Outside her office in a yellow building on the Delaware River in Essington one lunch hour, Sappington walked the riverbank.

At low tide, the river bottom is visible, a rank, muddy mess. Above, jets from nearby Philadelphia International Airport took off in rapid succession to places Sappington imagines are finer, fancier.

On the ground, amid the muck and meager chances, Sappington considered 44 more working years of nothing special.

"My folks seem to think I'll be fine," she said. "But I can't understand why I'm in this situation."

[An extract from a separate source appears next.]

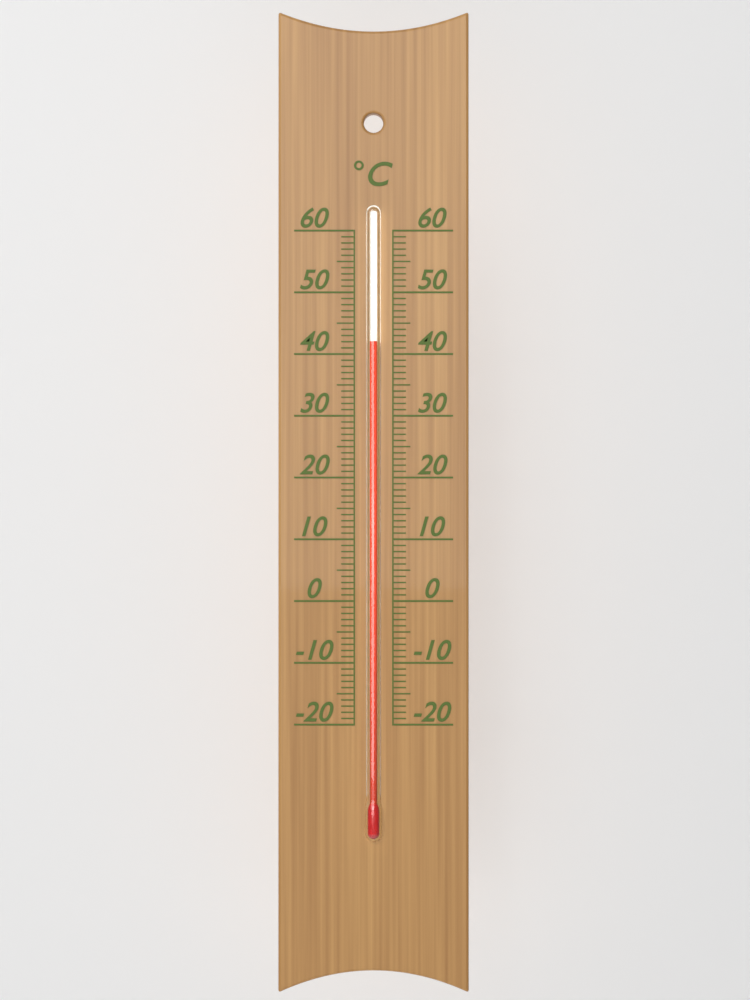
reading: 42 °C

Khalib Artis is at his computer, listening to the Kendrick Lamar song "good kid, m.A.A.d city" in the dining room of the West Philadelphia house where he lives with his mother:

Fresh outta school cause I was a high school grad

Sleeping in the living room in my momma's pad

Artis, 21, has his own room, but the rest of the lyric resonates. Six-foot-three, gentle and handsome, Artis is drawn to the music life. He writes hip-hop songs himself, not to perform, but he hopes for others to make famous.

A graduate of World Communications Charter School in Philadelphia, Artis applied for 43 jobs between January and May alone. Among many low-wage jobs he's worked, Artis has parked cars at the Mann Center for the Performing Arts and cleaned the toilets at Christ Lutheran Church in Upper Darby, where his uncle used to be the pastor.

Lately, he's been working part time at Perfumania at the King of Prussia mall — two buses and a train away. But that's seasonal and will soon end.

Artis attended Community College of Philadelphia for more than a year but didn't finish. "I wasn't focused in class," he said in a low, measured voice. "I love music, and all I could do was think of music. College is not for everybody, and 100 percent of the population shouldn't have to be subjected to that one lane."

He hears his mother, a laid-off paralegal who now does office duties for a Center City lawyer, talk about the jobs that people without degrees could choose in the 1970s - tales of the low-hanging fruit of a better time. "It was much different being 21 back then," Artis said.

Artis lately has been working on a project he calls "Undeferred." It's based on an image he created of an angel chasing its halo. Artis sees this as the logo for a music label, or a movement for young people. He wears an angel on a hoodie he designed.

The angel represents people who do bad but strive to be good. In their efforts, they manage not to defer their dreams, but to live them.

"The most successful people are the ones who use their ideas to the max," Artis said, hoping from his predicament in the tight West Philly streets that he could be one of them. He's not optimistic in one of his songs:

From a city full of talent but the voices go unheard

So the city's full of nightmares, too many dreams deferred.